Thursday, October 28
A new sport from the Dutch? Game on!
By Ryan Park ’12
A simple invitation to play korfball, a seeming hybrid of basketball and ultimate Frisbee, became a commitment to something far greater than a sport. Louis Boguchwal ’12, founder of the Hamilkorf Club, tossed me a soccer ball — no, a korfball — one night in the Alumni Gym, and I was soon hooked. I didn’t yet know that korfball is a rare true coed sport, or that it’s played in 57 countries, or that Boguchwal had discovered the game his freshman year at the University of St. Andrews and brought it back with him.

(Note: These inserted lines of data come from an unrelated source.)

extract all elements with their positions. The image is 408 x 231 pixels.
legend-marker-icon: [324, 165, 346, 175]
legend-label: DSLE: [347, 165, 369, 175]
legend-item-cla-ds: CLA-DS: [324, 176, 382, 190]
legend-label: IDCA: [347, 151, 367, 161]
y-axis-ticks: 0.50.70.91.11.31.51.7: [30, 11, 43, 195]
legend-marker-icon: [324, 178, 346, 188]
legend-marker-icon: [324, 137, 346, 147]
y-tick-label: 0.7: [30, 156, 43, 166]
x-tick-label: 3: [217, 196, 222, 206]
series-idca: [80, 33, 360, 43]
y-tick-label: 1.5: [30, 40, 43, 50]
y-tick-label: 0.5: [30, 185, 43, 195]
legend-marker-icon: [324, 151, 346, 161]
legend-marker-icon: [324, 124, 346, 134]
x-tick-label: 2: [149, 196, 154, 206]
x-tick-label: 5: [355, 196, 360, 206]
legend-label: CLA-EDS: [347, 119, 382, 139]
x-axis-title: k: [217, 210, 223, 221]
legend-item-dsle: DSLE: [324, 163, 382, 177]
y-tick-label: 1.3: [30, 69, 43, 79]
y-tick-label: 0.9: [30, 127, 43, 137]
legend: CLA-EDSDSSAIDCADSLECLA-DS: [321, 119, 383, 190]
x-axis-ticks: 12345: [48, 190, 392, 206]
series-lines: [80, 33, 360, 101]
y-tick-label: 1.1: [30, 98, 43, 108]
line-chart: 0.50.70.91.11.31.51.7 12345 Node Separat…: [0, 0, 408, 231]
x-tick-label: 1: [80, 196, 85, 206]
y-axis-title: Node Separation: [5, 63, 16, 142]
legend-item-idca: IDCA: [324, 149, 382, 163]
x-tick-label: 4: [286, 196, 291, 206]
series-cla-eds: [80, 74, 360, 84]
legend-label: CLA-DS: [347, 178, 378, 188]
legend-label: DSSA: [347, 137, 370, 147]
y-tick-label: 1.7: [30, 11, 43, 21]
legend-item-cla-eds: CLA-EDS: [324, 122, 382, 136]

Korfball is a Dutch offshoot of basketball (“korf” means basket in Dutch), played with four men and four women, a ball the size of the one used in soccer, an unusually high hoop (11.5 feet, to be exact), no backboard, no dribbling nor moving with the ball — just passing — and lots of spirit.
That first night, I found the rules baffling and couldn’t find my shooting touch without a backboard. But overnight I became a confirmed “korfer” who couldn’t wait to spread the word. I became immersed in Hamilkorf’s organizational aspects, sitting until 2 in the morning with fellow korfers plotting both practical and ridiculous fundraising schemes for a hypothetical trip to the Netherlands.
Boguchwal had big plans as well, from a Late Nite event to a commercial sponsorship. We talked with U.S. Korfball Federation board members, and we play host to one member, Carl Yerger, who holds a campus korfball workshop this Family Weekend.
As our korf-dreams grow, so does our friendship. And that’s really the object of the game.